Generally, there’s a trade-off between the availability of information and forecast duration. That means the further into the future the forecast looks, the less detailed or accurate it’s likely to be. So, choosing the right reporting period can have a big impact on the accuracy and reliability of your forecast.

  • Short-period forecasts: Short-term forecasts typically look two to four weeks into the future and contain a daily breakdown of cash payments and receipts. As you might expect, short-term forecasts are often best suited for short-term liquidity planning, where day-to-day granularity is important to ensure a business can meet its financial obligations.
  • Medium-period forecasts: Medium-term forecasts typically look two to six months into the future and are extremely useful for interest and debt reduction, liquidity risk management, and key date visibility. The most common medium-term forecast is the rolling 13-week cash flow forecast.
  • Long-period forecasts: Longer-term forecasts typically look 6–12 months into the future and are often the starting point for annual budgeting processes. They’re also an important tool for assessing the cash required for long-term growth strategies and capital projects.
  • Mixed-period forecasts: Mixed-period forecasts use a mix of the three periods above and are commonly used for liquidity risk management. For example, a mixed period forecast may provide weekly forecasts for the first three months and then on a month-to-month basis for the next six months after that.

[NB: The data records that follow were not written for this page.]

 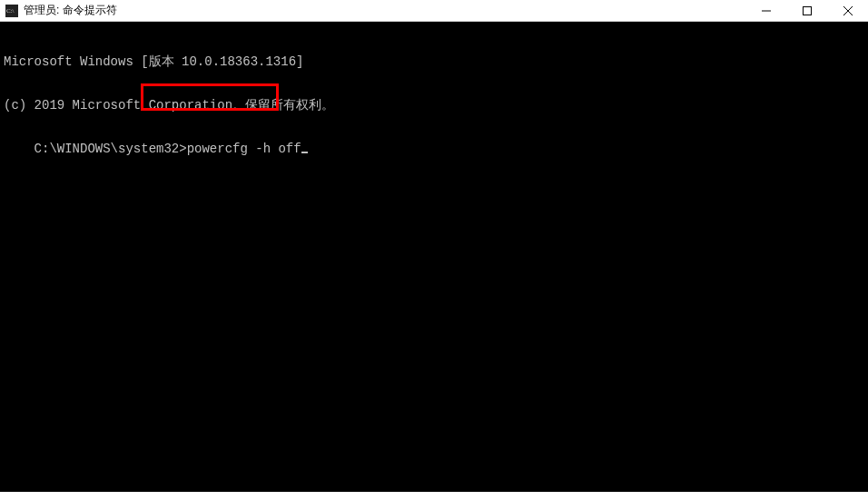 What do you see at coordinates (244, 149) in the screenshot?
I see `command-text: powercfg -h off` at bounding box center [244, 149].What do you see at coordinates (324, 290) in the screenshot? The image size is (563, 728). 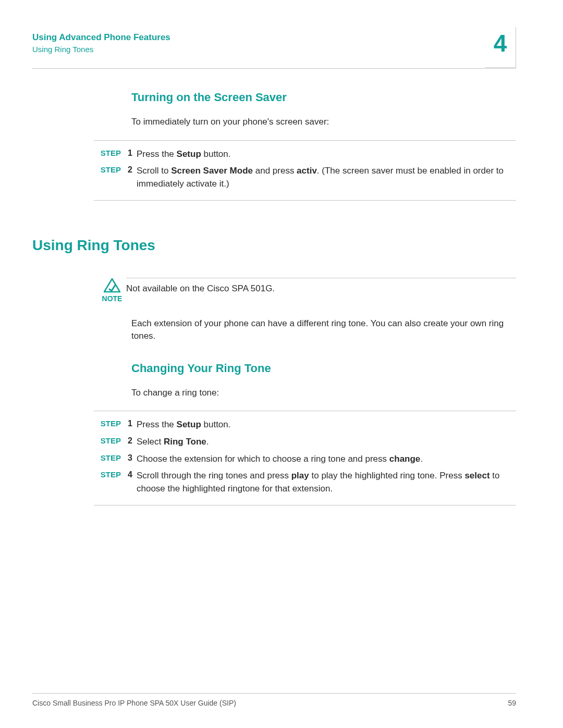 I see `note-block: NOTE Not available on the Cisco SPA 501G…` at bounding box center [324, 290].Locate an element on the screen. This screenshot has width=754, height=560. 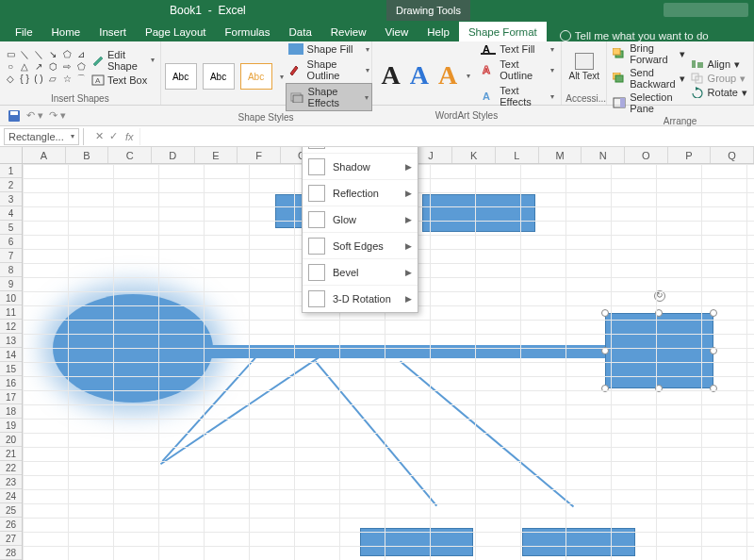
row-header-20: 20 is located at coordinates (11, 439).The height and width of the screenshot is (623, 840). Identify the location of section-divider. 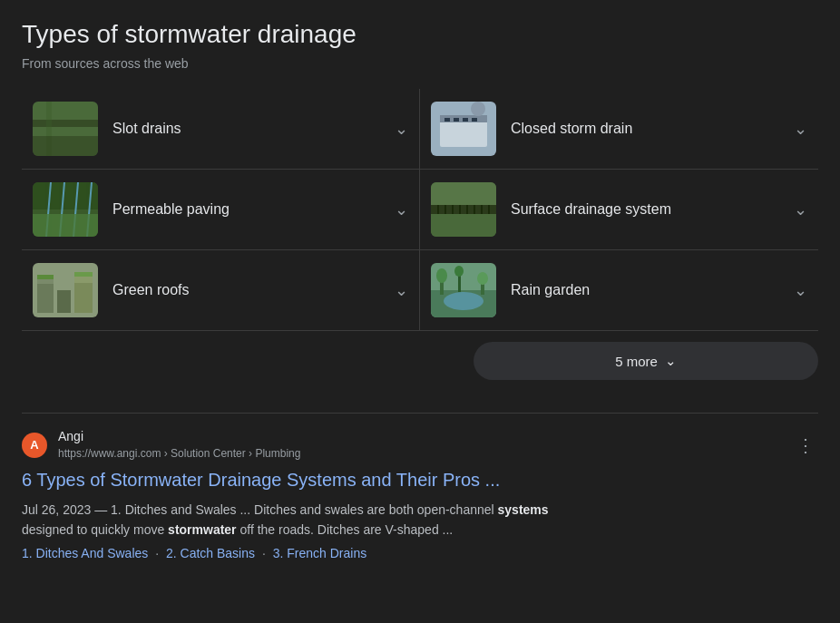
(420, 414).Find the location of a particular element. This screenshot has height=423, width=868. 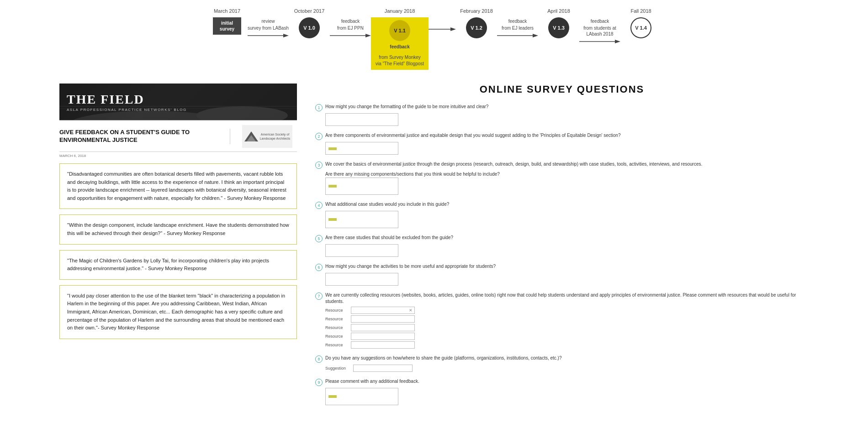

tl-arrow-2: feedback from EJ PPN is located at coordinates (350, 24).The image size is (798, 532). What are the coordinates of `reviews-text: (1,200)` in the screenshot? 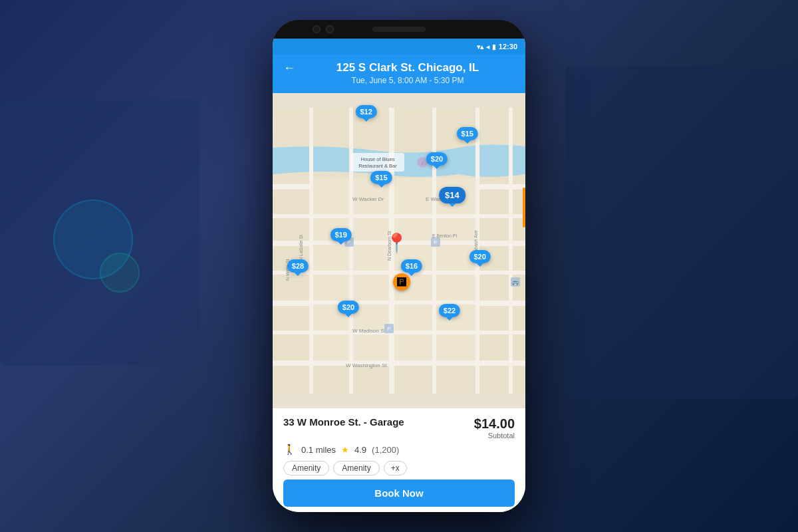 It's located at (386, 450).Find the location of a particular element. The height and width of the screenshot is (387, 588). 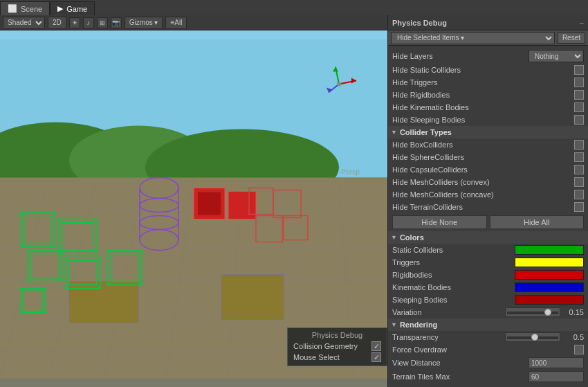

kinematic-color-label: Kinematic Bodies is located at coordinates (454, 287).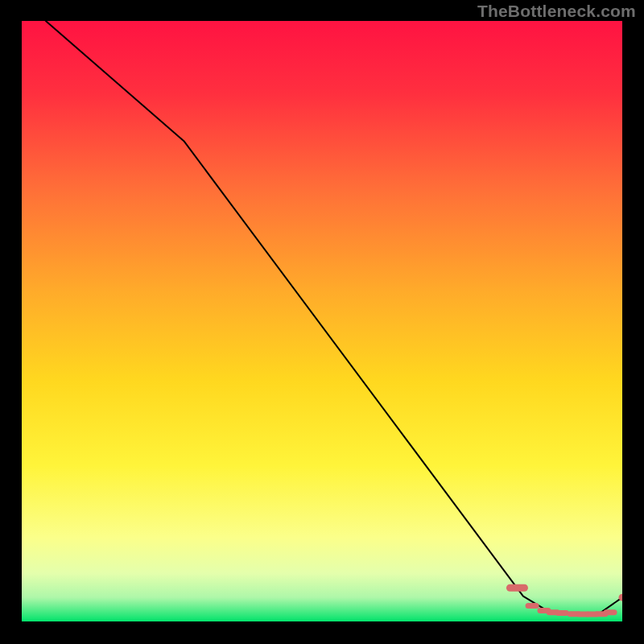 The height and width of the screenshot is (644, 644). I want to click on attribution-text: TheBottleneck.com, so click(557, 11).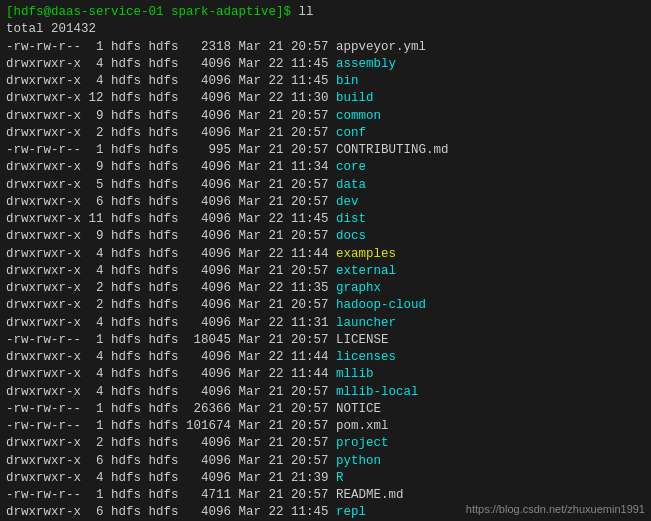  I want to click on file-meta: drwxrwxr-x 4 hdfs hdfs 4096 Mar 21 21:39, so click(171, 478).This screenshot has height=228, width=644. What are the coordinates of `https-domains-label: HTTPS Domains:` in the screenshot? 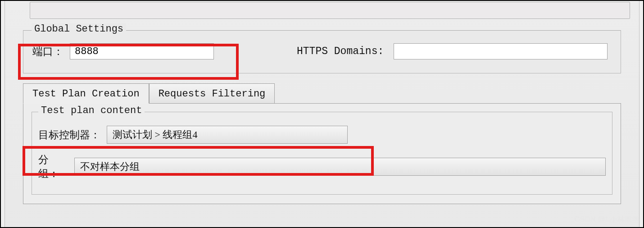 It's located at (340, 51).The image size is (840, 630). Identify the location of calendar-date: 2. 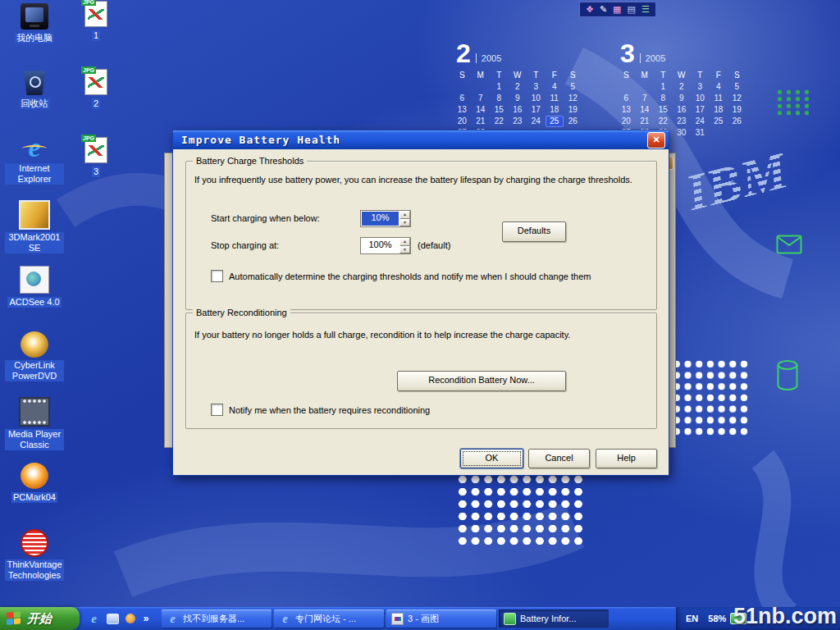
(518, 87).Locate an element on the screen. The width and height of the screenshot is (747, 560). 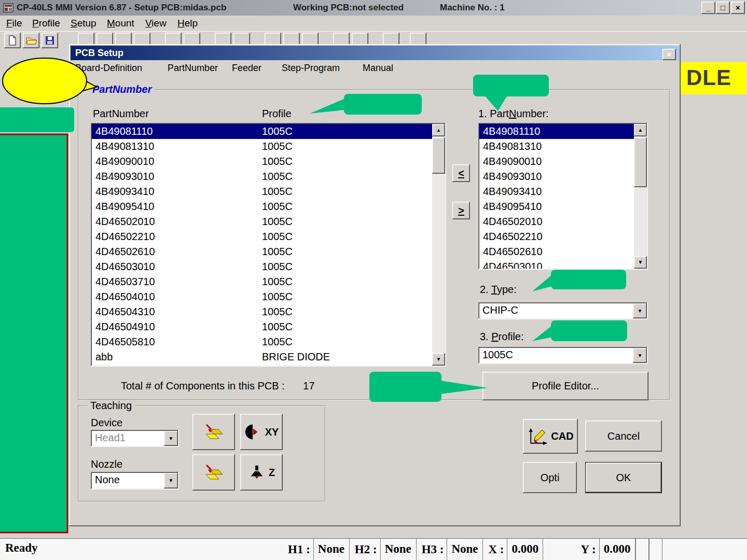
move-left-button: < is located at coordinates (461, 173).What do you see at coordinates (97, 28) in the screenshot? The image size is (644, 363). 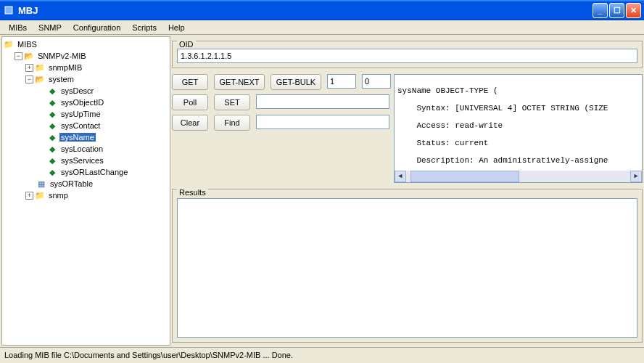 I see `menu-configuration: Configuration` at bounding box center [97, 28].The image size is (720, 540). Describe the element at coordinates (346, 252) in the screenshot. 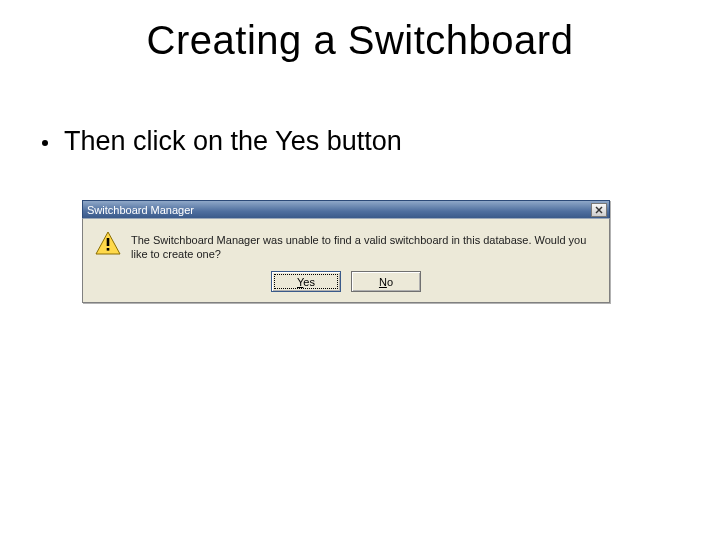

I see `switchboard-dialog: Switchboard Manager The Switchboard Mana…` at that location.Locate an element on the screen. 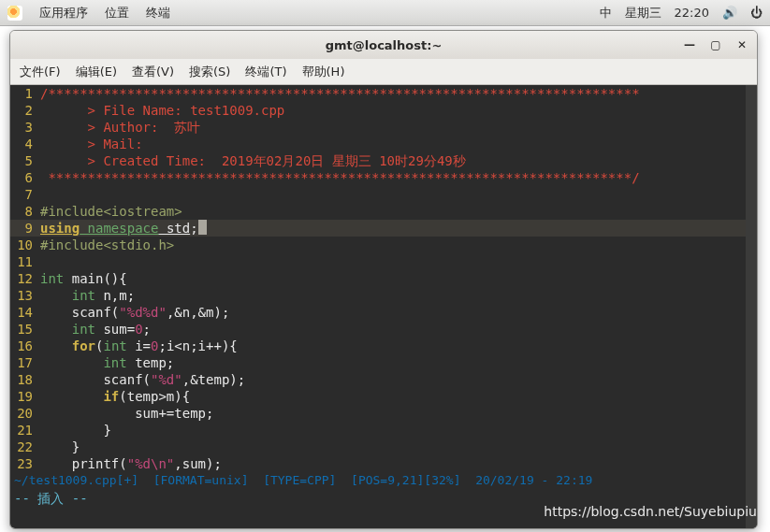  clock-time: 22:20 is located at coordinates (692, 13).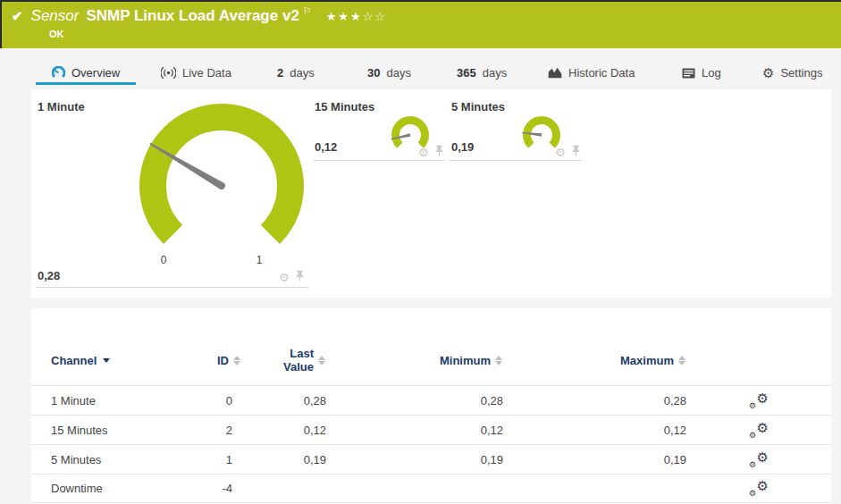 This screenshot has width=841, height=504. What do you see at coordinates (415, 431) in the screenshot?
I see `cell-minimum: 0,12` at bounding box center [415, 431].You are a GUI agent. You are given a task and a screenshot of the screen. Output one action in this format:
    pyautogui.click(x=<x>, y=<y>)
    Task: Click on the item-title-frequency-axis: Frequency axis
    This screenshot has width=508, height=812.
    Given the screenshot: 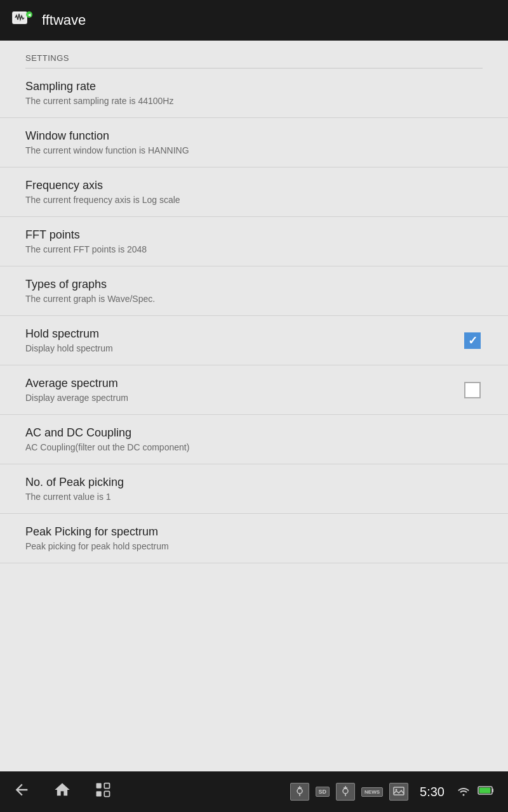 What is the action you would take?
    pyautogui.click(x=103, y=185)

Choose a Forecasting Method

There are two primary types of forecasting methods: direct and indirect. The main difference between them is that direct forecasting uses actual flow data, where indirect forecasting relies on projected balance sheets and income statements.

Choosing the right forecasting method depends on the cash flow forecasting window you selected above, as well as the kind of data you have available to build your forecasting model.

Source the Data You Need for Your Cash Flow Forecast

Direct forecasting provides the greatest accuracy and works for the majority of business objectives that companies build forecasts to support. Therefore, we’ll focus on where to find actual cash flow data for your forecast in this section.

The right places to source cash flow data for your forecast ultimately depends on how your business manages its finances. But, generally speaking, most of the actual cash flow data you’ll need to build your forecast can be found in bank accounts, accounts payable, accounts receivable, or the accounting software you use.

  • Your opening cash balance for the forecasting period: This is normally taken from the most up-to-date and accurate reflection of current positions.
  • Your cash inflows for the forecasting period: Anticipated sales receipts from within the forecasting period are usually the primary source of data for your cash inflows. Other types of cash inflows to consider including are intercompany funding, dividend income, proceeds of divestments, and inflows from third parties.
  • Your cash outflows for the forecasting period: We recommend capturing wages and salaries, rent, investments, bank charges, and debt payments. But you can include anything that’s relevant to your business.